What’s the point of ‘hidden city’ fares?
Dear Economist,
I discovered “hidden city” fares some years ago when I learnt that the price of a ticket from JFK to Reykjavik cost much more than a ticket from JFK to London with a stop in Reykjavik. Icelandair explained that they had to compete with many other carriers on the NY-London route. Fine. But I recently bought an Amsterdam-Riga-Helsinki ticket and got off at Riga: the Amsterdam-Riga flight itself was fully twice the price, and competition is not always strong.
I keep buying tickets for seats I do not use on continuing flights that the airline cannot sell to another passenger. I have my theory on why airlines do this – what is yours?
Richard N. Golden
Dear Mr Golden,
Competition is only indirectly relevant. The question is how responsive an airline’s customers are to price – “own-price elasticity of demand”, in the jargon. When elasticity is low, airlines can increase prices without losing many customers. Naturally this affects the price they charge – and one explanation for elastic demand and low prices is that customers could easily shift to another airline.
Customers prefer to fly direct to their destinations, so any indirect route will tend to have to be cheap to attract custom. If competition is weak, the pricing is harder to explain, but demand can still be elastic if people would rather not fly at all than pay handsomely to fly indirectly.
The second question is why airlines charge less for more, as you describe. But from “home edition” software to electronics that have been “chipped” to slow them down, the world is full of discounted products that are more expensive to produce than their full-price counterparts. This raises costs, but if it allows companies to target price increases at those most willing to pay, it makes sense.
Also published at ft.com.

Failure has always been a fundamental part of a market economy. When markets work, they do so because new ideas are constantly being tried out. Most fail. Those that succeed cause older ideas to fail instead. In the US, about 10 per cent of businesses disappears each year. This is an awkward insight – but trial and error could be starting to take its rightful place as a business technique, rather than the dirty little secret of capitalism.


__ASSIGNMENT__
The records below need retyping in full; give them again exactly.

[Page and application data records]
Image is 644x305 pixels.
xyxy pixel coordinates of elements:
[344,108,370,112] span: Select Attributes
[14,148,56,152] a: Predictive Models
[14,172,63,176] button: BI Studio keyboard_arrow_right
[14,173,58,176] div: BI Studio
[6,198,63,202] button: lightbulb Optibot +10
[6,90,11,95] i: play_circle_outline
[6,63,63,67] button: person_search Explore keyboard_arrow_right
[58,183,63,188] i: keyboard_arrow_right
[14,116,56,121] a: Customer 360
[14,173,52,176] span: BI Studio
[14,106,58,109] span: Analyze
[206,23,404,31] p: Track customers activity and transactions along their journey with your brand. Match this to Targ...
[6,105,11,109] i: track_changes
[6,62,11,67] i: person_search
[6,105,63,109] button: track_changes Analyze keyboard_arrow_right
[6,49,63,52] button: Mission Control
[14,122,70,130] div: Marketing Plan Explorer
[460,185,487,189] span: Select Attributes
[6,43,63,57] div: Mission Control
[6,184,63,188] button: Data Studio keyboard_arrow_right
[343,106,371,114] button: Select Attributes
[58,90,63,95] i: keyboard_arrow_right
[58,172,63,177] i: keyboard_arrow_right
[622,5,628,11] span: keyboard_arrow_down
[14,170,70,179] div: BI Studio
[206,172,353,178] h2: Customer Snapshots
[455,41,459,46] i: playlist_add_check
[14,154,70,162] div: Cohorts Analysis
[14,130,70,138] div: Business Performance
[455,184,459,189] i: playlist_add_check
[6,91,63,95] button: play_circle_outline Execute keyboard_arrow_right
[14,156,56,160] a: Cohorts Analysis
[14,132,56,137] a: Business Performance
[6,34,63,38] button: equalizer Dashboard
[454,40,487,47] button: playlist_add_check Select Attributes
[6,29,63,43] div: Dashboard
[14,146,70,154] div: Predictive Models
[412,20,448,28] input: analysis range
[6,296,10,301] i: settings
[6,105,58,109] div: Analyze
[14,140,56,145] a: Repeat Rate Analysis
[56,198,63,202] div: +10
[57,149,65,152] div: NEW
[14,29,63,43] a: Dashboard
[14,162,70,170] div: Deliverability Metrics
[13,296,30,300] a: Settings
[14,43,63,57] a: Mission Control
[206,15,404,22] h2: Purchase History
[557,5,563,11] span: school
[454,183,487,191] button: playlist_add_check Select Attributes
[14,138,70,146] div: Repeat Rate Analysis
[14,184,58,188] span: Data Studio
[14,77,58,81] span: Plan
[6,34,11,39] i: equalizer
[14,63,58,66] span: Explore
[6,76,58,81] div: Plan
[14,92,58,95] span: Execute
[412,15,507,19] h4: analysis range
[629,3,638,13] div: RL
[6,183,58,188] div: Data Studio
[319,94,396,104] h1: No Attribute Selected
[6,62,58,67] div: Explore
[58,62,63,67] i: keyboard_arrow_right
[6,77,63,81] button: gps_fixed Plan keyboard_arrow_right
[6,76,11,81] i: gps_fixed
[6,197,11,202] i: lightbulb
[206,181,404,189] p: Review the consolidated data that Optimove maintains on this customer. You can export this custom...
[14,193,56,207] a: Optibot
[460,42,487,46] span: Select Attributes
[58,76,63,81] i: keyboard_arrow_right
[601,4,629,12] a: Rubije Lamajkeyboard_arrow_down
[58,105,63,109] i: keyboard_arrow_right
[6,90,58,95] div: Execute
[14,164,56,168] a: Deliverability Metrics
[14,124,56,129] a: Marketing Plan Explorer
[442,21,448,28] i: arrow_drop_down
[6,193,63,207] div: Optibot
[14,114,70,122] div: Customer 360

__COMPLETED EXERCISE__
Image is 644x305 pixels.
xyxy pixel coordinates of elements:
[344,108,370,112] span: Select Attributes
[14,148,56,152] a: Predictive Models
[14,172,63,176] button: BI Studio keyboard_arrow_right
[14,173,58,176] div: BI Studio
[6,198,63,202] button: lightbulb Optibot +10
[6,90,11,95] i: play_circle_outline
[6,63,63,67] button: person_search Explore keyboard_arrow_right
[58,183,63,188] i: keyboard_arrow_right
[14,116,56,121] a: Customer 360
[14,173,52,176] span: BI Studio
[14,106,58,109] span: Analyze
[206,23,404,31] p: Track customers activity and transactions along their journey with your brand. Match this to Targ...
[6,105,11,109] i: track_changes
[6,62,11,67] i: person_search
[6,105,63,109] button: track_changes Analyze keyboard_arrow_right
[6,49,63,52] button: Mission Control
[14,122,70,130] div: Marketing Plan Explorer
[460,185,487,189] span: Select Attributes
[6,43,63,57] div: Mission Control
[6,184,63,188] button: Data Studio keyboard_arrow_right
[343,106,371,114] button: Select Attributes
[58,90,63,95] i: keyboard_arrow_right
[58,172,63,177] i: keyboard_arrow_right
[622,5,628,11] span: keyboard_arrow_down
[14,170,70,179] div: BI Studio
[206,172,353,178] h2: Customer Snapshots
[455,41,459,46] i: playlist_add_check
[14,154,70,162] div: Cohorts Analysis
[14,130,70,138] div: Business Performance
[455,184,459,189] i: playlist_add_check
[6,91,63,95] button: play_circle_outline Execute keyboard_arrow_right
[14,156,56,160] a: Cohorts Analysis
[14,132,56,137] a: Business Performance
[6,34,63,38] button: equalizer Dashboard
[454,40,487,47] button: playlist_add_check Select Attributes
[6,29,63,43] div: Dashboard
[14,146,70,154] div: Predictive Models
[412,20,448,28] input: analysis range
[6,296,10,301] i: settings
[6,105,58,109] div: Analyze
[14,140,56,145] a: Repeat Rate Analysis
[56,198,63,202] div: +10
[57,149,65,152] div: NEW
[14,29,63,43] a: Dashboard
[14,162,70,170] div: Deliverability Metrics
[13,296,30,300] a: Settings
[14,43,63,57] a: Mission Control
[206,15,404,22] h2: Purchase History
[557,5,563,11] span: school
[454,183,487,191] button: playlist_add_check Select Attributes
[14,138,70,146] div: Repeat Rate Analysis
[14,184,58,188] span: Data Studio
[14,77,58,81] span: Plan
[6,34,11,39] i: equalizer
[14,63,58,66] span: Explore
[6,76,58,81] div: Plan
[14,92,58,95] span: Execute
[412,15,507,19] h4: analysis range
[629,3,638,13] div: RL
[6,183,58,188] div: Data Studio
[319,94,396,104] h1: No Attribute Selected
[6,62,58,67] div: Explore
[58,62,63,67] i: keyboard_arrow_right
[6,77,63,81] button: gps_fixed Plan keyboard_arrow_right
[6,76,11,81] i: gps_fixed
[6,197,11,202] i: lightbulb
[206,181,404,189] p: Review the consolidated data that Optimove maintains on this customer. You can export this custom...
[14,193,56,207] a: Optibot
[460,42,487,46] span: Select Attributes
[58,76,63,81] i: keyboard_arrow_right
[601,4,629,12] a: Rubije Lamajkeyboard_arrow_down
[58,105,63,109] i: keyboard_arrow_right
[6,90,58,95] div: Execute
[14,164,56,168] a: Deliverability Metrics
[14,124,56,129] a: Marketing Plan Explorer
[442,21,448,28] i: arrow_drop_down
[6,193,63,207] div: Optibot
[14,114,70,122] div: Customer 360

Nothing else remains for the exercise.